Conservation practices follow standards promoted by bodies like the International Council on Archives, the Comité International pour la Conservation du Patrimoine Photographique, and partnerships with the Bibliothèque nationale de France. Preservation work addresses fragile media including nitrate film, early photographic processes used by photographers like Nadar, and deteriorating paper from correspondence with figures such as Louis Pasteur. Digitization programs mirror initiatives by the Europeana and the Digital Public Library of America and involve collaboration with digitization centers at the Bibliothèque nationale de France, Wellcome Collection, and technical teams from the Institut Pasteur’s information systems unit. Grants have been sought from funders including the European Commission, the Heritage Lottery Fund, and private foundations like the Wellcome Trust.

Research and Exhibitions

The archives support scholarship on topics linked to Louis Pasteur’s germ theory, André Lwoff’s microbial physiology, and epidemic responses such as the 1918 influenza pandemic and outbreaks of cholera and yellow fever. They supply material for monographs, doctoral theses at universities like Université Paris Cité and Université de Strasbourg, and collaborative projects with institutions such as the Pasteur Network. Curated exhibitions have been mounted with partners including the Musée Pasteur, the Cité des Sciences et de l'Industrie, and international museums like the Smithsonian Institution and the Wellcome Collection, featuring artefacts tied to researchers such as Émile Roux, Alexandre Yersin, and Camille Guérin.

Governance and Funding

Administration aligns with governance models of research institutions like the Institut Pasteur board, overseen by trustees comparable to those at the CNRS and the Collège de France. Funding combines institutional budgets from the Institut Pasteur, grants from agencies such as the Agence Nationale de la Recherche, philanthropic support from groups like the Fondation Bettencourt Schueller, and collaborative funding with international partners including the Rockefeller Foundation and the European Research Council.

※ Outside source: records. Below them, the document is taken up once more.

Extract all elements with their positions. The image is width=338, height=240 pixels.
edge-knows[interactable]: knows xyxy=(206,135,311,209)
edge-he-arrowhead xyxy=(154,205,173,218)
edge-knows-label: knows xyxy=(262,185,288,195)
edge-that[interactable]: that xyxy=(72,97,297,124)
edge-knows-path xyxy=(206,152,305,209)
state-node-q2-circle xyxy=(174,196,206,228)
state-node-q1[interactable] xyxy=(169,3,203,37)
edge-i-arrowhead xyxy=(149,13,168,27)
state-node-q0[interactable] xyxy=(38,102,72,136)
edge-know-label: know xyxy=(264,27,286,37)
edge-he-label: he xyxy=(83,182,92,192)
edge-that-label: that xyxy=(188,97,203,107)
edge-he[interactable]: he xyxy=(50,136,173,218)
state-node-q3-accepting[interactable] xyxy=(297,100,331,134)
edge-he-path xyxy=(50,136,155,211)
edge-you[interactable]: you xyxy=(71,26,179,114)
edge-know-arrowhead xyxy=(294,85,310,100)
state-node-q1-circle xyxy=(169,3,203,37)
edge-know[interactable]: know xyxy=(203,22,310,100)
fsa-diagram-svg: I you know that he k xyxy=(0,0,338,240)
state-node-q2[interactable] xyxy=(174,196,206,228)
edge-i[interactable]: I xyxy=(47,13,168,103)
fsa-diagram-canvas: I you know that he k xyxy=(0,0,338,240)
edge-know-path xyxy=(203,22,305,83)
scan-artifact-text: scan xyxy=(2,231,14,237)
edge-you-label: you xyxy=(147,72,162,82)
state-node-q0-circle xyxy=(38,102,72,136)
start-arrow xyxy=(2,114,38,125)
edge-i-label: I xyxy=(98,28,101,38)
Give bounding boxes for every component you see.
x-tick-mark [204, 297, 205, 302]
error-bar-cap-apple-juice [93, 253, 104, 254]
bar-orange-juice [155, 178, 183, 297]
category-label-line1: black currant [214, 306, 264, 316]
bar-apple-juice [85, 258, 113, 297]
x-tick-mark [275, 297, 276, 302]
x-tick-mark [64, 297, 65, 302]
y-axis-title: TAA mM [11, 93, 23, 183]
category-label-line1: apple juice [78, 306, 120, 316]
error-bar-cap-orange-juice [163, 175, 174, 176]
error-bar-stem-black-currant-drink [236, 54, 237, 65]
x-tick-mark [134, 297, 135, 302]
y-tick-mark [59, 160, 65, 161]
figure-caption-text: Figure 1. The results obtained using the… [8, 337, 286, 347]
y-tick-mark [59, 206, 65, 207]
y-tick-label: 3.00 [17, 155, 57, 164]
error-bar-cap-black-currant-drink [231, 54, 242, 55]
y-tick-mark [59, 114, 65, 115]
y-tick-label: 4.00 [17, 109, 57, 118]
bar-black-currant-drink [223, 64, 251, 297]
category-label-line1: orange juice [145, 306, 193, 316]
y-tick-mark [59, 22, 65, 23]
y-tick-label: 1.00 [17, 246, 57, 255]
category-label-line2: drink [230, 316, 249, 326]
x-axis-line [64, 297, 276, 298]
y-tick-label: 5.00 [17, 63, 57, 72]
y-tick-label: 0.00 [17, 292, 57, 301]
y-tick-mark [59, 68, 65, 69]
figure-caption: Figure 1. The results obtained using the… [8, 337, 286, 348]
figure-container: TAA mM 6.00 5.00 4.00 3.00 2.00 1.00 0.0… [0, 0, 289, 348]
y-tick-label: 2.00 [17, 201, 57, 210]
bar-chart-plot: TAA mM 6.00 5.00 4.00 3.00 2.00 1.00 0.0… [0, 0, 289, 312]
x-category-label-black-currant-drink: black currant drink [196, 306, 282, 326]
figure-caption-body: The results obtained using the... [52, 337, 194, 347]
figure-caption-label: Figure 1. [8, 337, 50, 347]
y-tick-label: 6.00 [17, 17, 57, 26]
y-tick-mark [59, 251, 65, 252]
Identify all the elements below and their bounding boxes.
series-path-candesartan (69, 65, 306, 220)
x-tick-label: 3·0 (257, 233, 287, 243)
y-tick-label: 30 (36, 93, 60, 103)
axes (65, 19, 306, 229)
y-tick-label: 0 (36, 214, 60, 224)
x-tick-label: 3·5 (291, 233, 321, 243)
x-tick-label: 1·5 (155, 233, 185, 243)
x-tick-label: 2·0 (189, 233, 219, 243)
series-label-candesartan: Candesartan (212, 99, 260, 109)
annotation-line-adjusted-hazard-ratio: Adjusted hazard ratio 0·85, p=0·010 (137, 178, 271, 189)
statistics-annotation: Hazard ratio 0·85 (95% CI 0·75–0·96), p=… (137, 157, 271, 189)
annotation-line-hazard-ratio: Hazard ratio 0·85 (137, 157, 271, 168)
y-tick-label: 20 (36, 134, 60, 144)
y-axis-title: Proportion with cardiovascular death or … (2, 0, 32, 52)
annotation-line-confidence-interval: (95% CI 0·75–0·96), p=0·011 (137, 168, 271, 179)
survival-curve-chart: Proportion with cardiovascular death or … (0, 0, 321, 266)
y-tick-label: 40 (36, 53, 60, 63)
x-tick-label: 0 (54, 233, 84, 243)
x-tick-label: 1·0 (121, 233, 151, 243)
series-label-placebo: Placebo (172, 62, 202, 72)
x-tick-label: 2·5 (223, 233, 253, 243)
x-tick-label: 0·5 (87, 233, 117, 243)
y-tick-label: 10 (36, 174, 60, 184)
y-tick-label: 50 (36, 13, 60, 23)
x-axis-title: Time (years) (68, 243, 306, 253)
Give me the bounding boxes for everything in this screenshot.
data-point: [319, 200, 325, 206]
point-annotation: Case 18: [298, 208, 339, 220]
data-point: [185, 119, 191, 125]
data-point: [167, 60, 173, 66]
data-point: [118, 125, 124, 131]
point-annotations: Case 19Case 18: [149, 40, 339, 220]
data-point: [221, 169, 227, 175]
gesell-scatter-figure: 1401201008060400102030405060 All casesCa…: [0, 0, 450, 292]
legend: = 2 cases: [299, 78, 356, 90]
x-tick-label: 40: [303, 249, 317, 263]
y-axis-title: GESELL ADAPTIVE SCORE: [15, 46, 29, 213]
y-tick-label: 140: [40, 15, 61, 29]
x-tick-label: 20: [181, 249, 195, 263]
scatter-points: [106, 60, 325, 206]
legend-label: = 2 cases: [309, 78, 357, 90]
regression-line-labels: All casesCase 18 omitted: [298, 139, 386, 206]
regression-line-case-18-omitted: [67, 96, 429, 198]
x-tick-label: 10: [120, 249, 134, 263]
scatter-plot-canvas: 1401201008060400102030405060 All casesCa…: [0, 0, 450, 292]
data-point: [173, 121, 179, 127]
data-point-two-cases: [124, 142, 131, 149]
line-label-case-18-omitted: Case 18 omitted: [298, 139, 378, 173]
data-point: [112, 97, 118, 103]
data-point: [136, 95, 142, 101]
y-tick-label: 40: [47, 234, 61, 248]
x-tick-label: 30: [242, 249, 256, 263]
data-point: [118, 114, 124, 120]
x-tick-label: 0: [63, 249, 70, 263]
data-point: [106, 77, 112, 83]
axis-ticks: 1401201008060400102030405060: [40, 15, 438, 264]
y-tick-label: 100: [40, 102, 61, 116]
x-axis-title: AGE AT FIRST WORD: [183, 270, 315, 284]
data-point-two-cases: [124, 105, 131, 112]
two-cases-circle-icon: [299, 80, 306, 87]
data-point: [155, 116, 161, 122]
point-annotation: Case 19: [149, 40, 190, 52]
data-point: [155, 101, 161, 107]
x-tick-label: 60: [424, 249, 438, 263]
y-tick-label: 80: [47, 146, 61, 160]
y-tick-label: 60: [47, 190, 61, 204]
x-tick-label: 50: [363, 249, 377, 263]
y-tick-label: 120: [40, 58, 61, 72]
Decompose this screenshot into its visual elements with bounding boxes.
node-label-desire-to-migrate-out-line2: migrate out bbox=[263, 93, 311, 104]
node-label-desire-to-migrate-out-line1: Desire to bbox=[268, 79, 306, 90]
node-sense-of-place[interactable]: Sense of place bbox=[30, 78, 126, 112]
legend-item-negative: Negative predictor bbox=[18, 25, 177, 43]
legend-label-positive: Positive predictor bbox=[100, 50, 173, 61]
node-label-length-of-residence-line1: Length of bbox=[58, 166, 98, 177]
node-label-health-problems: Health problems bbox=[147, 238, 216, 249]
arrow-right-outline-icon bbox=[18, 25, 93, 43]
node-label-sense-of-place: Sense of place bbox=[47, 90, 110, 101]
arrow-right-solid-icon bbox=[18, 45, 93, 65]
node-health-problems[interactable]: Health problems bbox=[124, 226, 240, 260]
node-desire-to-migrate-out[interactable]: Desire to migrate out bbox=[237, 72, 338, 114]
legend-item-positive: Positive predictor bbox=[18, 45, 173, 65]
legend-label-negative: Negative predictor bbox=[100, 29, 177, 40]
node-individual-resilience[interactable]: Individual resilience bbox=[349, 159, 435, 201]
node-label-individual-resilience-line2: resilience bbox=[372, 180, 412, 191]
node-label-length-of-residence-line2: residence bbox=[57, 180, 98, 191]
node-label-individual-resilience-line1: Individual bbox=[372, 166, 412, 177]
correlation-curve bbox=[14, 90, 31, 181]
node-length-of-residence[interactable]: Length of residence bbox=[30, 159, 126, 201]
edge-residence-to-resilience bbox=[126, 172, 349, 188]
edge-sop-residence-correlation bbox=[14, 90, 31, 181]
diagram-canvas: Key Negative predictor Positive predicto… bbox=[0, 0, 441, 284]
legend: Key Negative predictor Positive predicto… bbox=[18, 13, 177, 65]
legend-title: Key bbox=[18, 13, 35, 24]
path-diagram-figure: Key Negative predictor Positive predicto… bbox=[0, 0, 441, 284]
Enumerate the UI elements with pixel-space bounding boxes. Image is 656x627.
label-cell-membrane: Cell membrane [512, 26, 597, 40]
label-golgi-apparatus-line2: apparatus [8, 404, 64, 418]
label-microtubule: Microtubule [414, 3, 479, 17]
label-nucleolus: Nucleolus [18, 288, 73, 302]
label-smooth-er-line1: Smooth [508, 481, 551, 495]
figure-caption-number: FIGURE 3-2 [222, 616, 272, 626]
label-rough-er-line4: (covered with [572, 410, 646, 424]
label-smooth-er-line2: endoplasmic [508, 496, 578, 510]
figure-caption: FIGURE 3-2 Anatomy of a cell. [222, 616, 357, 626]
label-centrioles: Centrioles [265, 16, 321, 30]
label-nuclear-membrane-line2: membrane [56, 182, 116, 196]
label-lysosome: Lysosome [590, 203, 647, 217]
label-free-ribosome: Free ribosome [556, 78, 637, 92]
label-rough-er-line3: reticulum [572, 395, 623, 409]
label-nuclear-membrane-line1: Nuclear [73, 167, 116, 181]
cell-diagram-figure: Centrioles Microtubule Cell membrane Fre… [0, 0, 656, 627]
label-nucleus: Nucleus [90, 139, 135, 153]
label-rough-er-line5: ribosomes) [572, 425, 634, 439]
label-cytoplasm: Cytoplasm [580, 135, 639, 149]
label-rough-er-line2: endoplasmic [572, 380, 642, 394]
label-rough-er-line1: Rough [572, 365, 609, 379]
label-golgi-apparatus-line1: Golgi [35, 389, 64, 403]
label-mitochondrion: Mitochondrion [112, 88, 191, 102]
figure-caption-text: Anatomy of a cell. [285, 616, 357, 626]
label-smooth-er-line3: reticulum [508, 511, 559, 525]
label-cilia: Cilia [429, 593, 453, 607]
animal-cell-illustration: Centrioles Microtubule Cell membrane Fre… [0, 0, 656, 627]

Notable Holdings and Discoveries

Significant holdings include Louis Pasteur’s laboratory notebooks, Émile Roux’s correspondence with contemporaries such as Robert Koch and Paul Ehrlich, Albert Calmette and Camille Guérin’s records on the development of the BCG vaccine, André Lwoff’s research files on microbial physiology, and archival evidence illuminating responses to the Spanish flu and mid‑20th century vaccination campaigns in Africa and Asia. Unpublished notebooks have yielded new insights cited by scholars at Harvard Medical School, Imperial College London, and the Pasteur Institute in São Paulo in studies on vaccine provenance, the history of antibiotics research, and international networks involving the Rockefeller Foundation and the World Health Organization.